Two large review studies, including that of the US Preventive Services Task Force from 2022, found no demonstrable benefit of multivitamins for cardiovascular disease, cancer, or life expectancy in healthy adults. A 2024 meta-analysis saw a modest, uncertain signal for cognition, but this is insufficient to act on. Targeted supplementation for confirmed deficiencies or specific circumstances is worthwhile.
A daily multivitamin as a form of health insurance sounds sensible, but two large, carefully conducted review studies -- including one by the US Preventive Services Task Force in 2022 -- found no measurable benefit for cardiovascular disease, cancer or life expectancy in healthy adults who eat reasonably well. So the money is not in the pill.
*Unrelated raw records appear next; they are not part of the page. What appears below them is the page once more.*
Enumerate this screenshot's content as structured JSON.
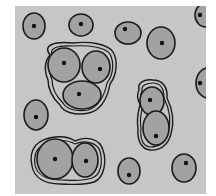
{
  "figure": {
    "colors": {
      "page": "#ffffff",
      "background": "#c6c6c6",
      "cell_fill": "#a2a2a2",
      "outline": "#1a1a1a",
      "nucleus": "#111111"
    },
    "frame": {
      "x": 15,
      "y": 6,
      "w": 191,
      "h": 188
    },
    "single_cells": [
      {
        "id": "cell-1",
        "cx": 34,
        "cy": 26,
        "rx": 11,
        "ry": 13,
        "nx": 34,
        "ny": 26
      },
      {
        "id": "cell-2",
        "cx": 81,
        "cy": 25,
        "rx": 12,
        "ry": 11,
        "nx": 81,
        "ny": 24
      },
      {
        "id": "cell-3",
        "cx": 128,
        "cy": 33,
        "rx": 13,
        "ry": 11,
        "nx": 125,
        "ny": 29
      },
      {
        "id": "cell-4",
        "cx": 161,
        "cy": 43,
        "rx": 14,
        "ry": 16,
        "nx": 162,
        "ny": 43
      },
      {
        "id": "cell-5",
        "cx": 206,
        "cy": 15,
        "rx": 11,
        "ry": 12,
        "nx": 200,
        "ny": 15
      },
      {
        "id": "cell-6",
        "cx": 208,
        "cy": 83,
        "rx": 12,
        "ry": 15,
        "nx": 200,
        "ny": 83
      },
      {
        "id": "cell-7",
        "cx": 36,
        "cy": 115,
        "rx": 12,
        "ry": 15,
        "nx": 36,
        "ny": 117
      },
      {
        "id": "cell-8",
        "cx": 129,
        "cy": 171,
        "rx": 11,
        "ry": 13,
        "nx": 129,
        "ny": 175
      },
      {
        "id": "cell-9",
        "cx": 184,
        "cy": 168,
        "rx": 12,
        "ry": 14,
        "nx": 186,
        "ny": 163
      }
    ],
    "clusters": [
      {
        "id": "cluster-triple",
        "outer_path": "M50,55 C42,45 55,41 73,43 C90,41 108,44 113,52 C118,60 117,75 110,84 C108,96 102,110 89,113 C75,116 63,112 60,105 C52,98 48,88 48,80 C44,70 44,62 50,55 Z",
        "inner_path": "M53,57 C47,48 58,45 73,46 C88,45 105,47 110,54 C114,62 114,74 107,83 C105,94 99,107 88,110 C76,112 66,109 63,103 C56,96 52,87 52,80 C48,70 48,63 53,57 Z",
        "cells": [
          {
            "cx": 64,
            "cy": 65,
            "rx": 16,
            "ry": 17,
            "nx": 64,
            "ny": 63
          },
          {
            "cx": 96,
            "cy": 67,
            "rx": 14,
            "ry": 16,
            "nx": 100,
            "ny": 69
          },
          {
            "cx": 82,
            "cy": 95,
            "rx": 19,
            "ry": 14,
            "nx": 79,
            "ny": 94
          }
        ]
      },
      {
        "id": "cluster-vertical-pair",
        "outer_path": "M139,90 C137,82 145,79 153,80 C163,80 168,88 167,98 C172,108 175,120 171,134 C168,145 160,151 150,150 C141,149 137,140 138,128 C136,118 139,110 140,104 C137,99 137,94 139,90 Z",
        "inner_path": "M142,91 C141,85 147,83 153,83 C161,83 164,89 164,98 C169,108 172,120 168,133 C165,143 158,147 150,147 C143,146 140,139 141,128 C139,118 142,110 143,104 C140,99 140,95 142,91 Z",
        "cells": [
          {
            "cx": 152,
            "cy": 101,
            "rx": 12,
            "ry": 14,
            "nx": 150,
            "ny": 100
          },
          {
            "cx": 156,
            "cy": 128,
            "rx": 13,
            "ry": 17,
            "nx": 156,
            "ny": 136
          }
        ]
      },
      {
        "id": "cluster-horizontal-pair",
        "outer_path": "M36,145 C45,136 65,134 75,141 C85,136 100,138 103,150 C107,162 104,178 94,182 C82,186 68,184 60,184 C45,184 34,178 32,166 C30,158 31,151 36,145 Z",
        "inner_path": "M39,148 C47,140 65,138 75,144 C84,140 97,142 100,151 C103,162 101,175 92,178 C81,182 68,180 61,180 C47,180 37,175 35,165 C34,158 35,152 39,148 Z",
        "cells": [
          {
            "cx": 55,
            "cy": 159,
            "rx": 18,
            "ry": 20,
            "nx": 55,
            "ny": 159
          },
          {
            "cx": 85,
            "cy": 160,
            "rx": 13,
            "ry": 17,
            "nx": 86,
            "ny": 161
          }
        ]
      }
    ]
  }
}
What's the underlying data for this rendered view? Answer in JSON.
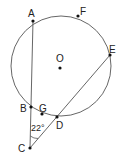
{
  "diagram": {
    "labels": {
      "A": "A",
      "B": "B",
      "C": "C",
      "D": "D",
      "E": "E",
      "F": "F",
      "G": "G",
      "O": "O"
    },
    "angle_label": "22°",
    "colors": {
      "stroke": "#444444",
      "point": "#111111"
    }
  }
}
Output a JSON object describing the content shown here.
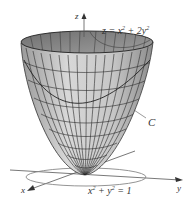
{
  "figure": {
    "axes": {
      "x_label": "x",
      "y_label": "y",
      "z_label": "z"
    },
    "surface": {
      "equation_lhs": "z = x",
      "equation_mid": " + 2y",
      "exp": "2",
      "description": "elliptic paraboloid z = x^2 + 2y^2"
    },
    "curve_label": "C",
    "circle": {
      "part1": "x",
      "part2": " + y",
      "part3": " = 1",
      "exp": "2",
      "description": "x^2 + y^2 = 1"
    },
    "colors": {
      "surface_outer": "#c9c9c9",
      "surface_inner": "#8a8a8a",
      "mesh": "#2a2a2a",
      "axis": "#444444",
      "circle": "#888888"
    }
  }
}
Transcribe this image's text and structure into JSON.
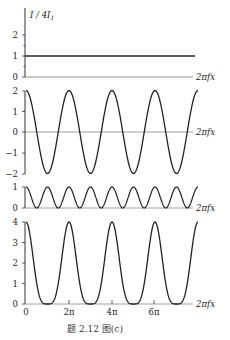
{
  "chart_data": [
    {
      "type": "line",
      "panel": 1,
      "ylabel": "I / 4I₁",
      "xlabel": "2πfx",
      "yticks": [
        0,
        1,
        2
      ],
      "ylim": [
        0,
        2.5
      ],
      "formula": "1",
      "description": "constant line at I/4I₁ = 1",
      "x": [
        0,
        25.13
      ],
      "values": [
        1,
        1
      ]
    },
    {
      "type": "line",
      "panel": 2,
      "xlabel": "2πfx",
      "yticks": [
        -2,
        -1,
        0,
        1,
        2
      ],
      "ylim": [
        -2,
        2
      ],
      "formula": "2cos(2πfx)",
      "description": "cosine of amplitude 2, peaks at 0, 2π, 4π, 6π, 8π"
    },
    {
      "type": "line",
      "panel": 3,
      "xlabel": "2πfx",
      "yticks": [
        0,
        1
      ],
      "ylim": [
        0,
        1
      ],
      "formula": "cos²(2πfx)",
      "description": "period π, oscillating between 0 and 1"
    },
    {
      "type": "line",
      "panel": 4,
      "xlabel": "2πfx",
      "yticks": [
        0,
        1,
        2,
        3,
        4
      ],
      "ylim": [
        0,
        4
      ],
      "xticks": [
        "0",
        "2π",
        "4π",
        "6π"
      ],
      "formula": "(1+cos(2πfx))²",
      "description": "peaks of 4 at 0, 2π, 4π, 6π with flat minima at odd π"
    }
  ],
  "labels": {
    "ylabel_top": "I / 4I",
    "ylabel_sub": "1",
    "xaxis": "2πfx",
    "xticks": [
      "0",
      "2π",
      "4π",
      "6π"
    ],
    "panel1_yticks": [
      "0",
      "1",
      "2"
    ],
    "panel2_yticks": [
      "2",
      "1",
      "0",
      "−1",
      "−2"
    ],
    "panel3_yticks": [
      "1",
      "0"
    ],
    "panel4_yticks": [
      "4",
      "3",
      "2",
      "1",
      "0"
    ]
  },
  "caption": "题 2.12 图(c)"
}
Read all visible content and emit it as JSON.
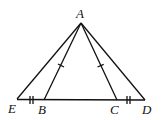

The one small bright spot is cognition: a 2024 meta-analysis saw a modest, uncertain signal that multivitamins may do something for memory and thinking ability, but that evidence is still too preliminary to act on. Safety is not a good reason to take one anyway: standard multivitamins are indeed perfectly safe, but that does not automatically apply to high-dose varieties. Too much vitamin A or iron is harmful, so 'extra strength' is not a selling point.
One exception genuinely matters: if you have a confirmed deficiency, follow a vegan diet (B12), are pregnant (folic acid), or get little sun and have low vitamin D, supplementing is worthwhile. In that case it is about a targeted approach, not an all-in-one pill. If you want to know whether you are deficient in anything, a blood test -- through your GP or a commercial lab -- can make that clear fairly quickly.
Moderate evidence, 3 source(s); the direction is probable but not firmly proven.